Maxwell's Demon is a thought experiment developed by the Scottish scientist James Clerk Maxwell. The experiment posits that a demon is placed in control of a massless door that connects two separate chambers filled with gas. The demon is able to quickly open and close the door, allowing the fast molecules of gas to pass into one chamber and the slow-moving molecules into the other. This separation would then cause a reaction, generating kinetic energy. The thought experiment breaks the laws of thermodynamics. In The Crying of Lot 49, however, Dr. John Nefastis invents a version of an "honest-to-God Maxwell's Demon" (64), which he uses in his own experiments. Through the inclusion of a device that supposedly breaks the laws of physics, the novel illustrates the ways in which Oedipa's investigation is breaking the laws of conventional reality. To reach her conclusion, Oedipa must abandon her preconceptions of the world in the same way that Maxwell's Demon moves beyond the limitations of theoretical physics. Maxwell's Demon symbolizes the extent to which the novel is moving beyond the preconceptions that define society and exploring deeper truths and possibilities that may exist beyond these preconceptions.
In the context of the novel, Oedipa begins to use Maxwell's Demon to symbolize an intermediary between opposing forces. As she delves deeper into the mystery, Pierce emerges as "the linking feature in a coincidence" (91).

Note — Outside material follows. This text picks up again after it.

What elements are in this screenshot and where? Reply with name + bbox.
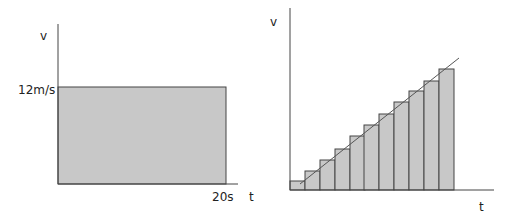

Oedipa views Pierce as her own personal Maxwell's Demon, symbolically separating the world into fiction and reality for his own amusement. Like with the actual Maxwell's Demon, however, she knows that this should not be possible. She knows that Pierce cannot be orchestrating everything in her life because he is dead. The absurdity of her situation, however, sends her searching for a way in which to contextualize her investigation and add meaning to it. Maxwell's Demon is one such device, a deliberate symbol she imposes on her current predicament to try and make sense of her situation. Oedipa's explicit use of symbolism is an example of the novel's self-awareness, in which Oedipa analyzes her life using literary devices. This is coincidental, since she is the protagonist in a work of literary fiction. The symbolism of Maxwell's Demon, and, in particular, Oedipa's awareness of the Demon's symbolic qualities, helps to illustrate the self-awareness of The Crying of Lot 49 as a work of fiction, in which rules and expectations are defied on a regular basis.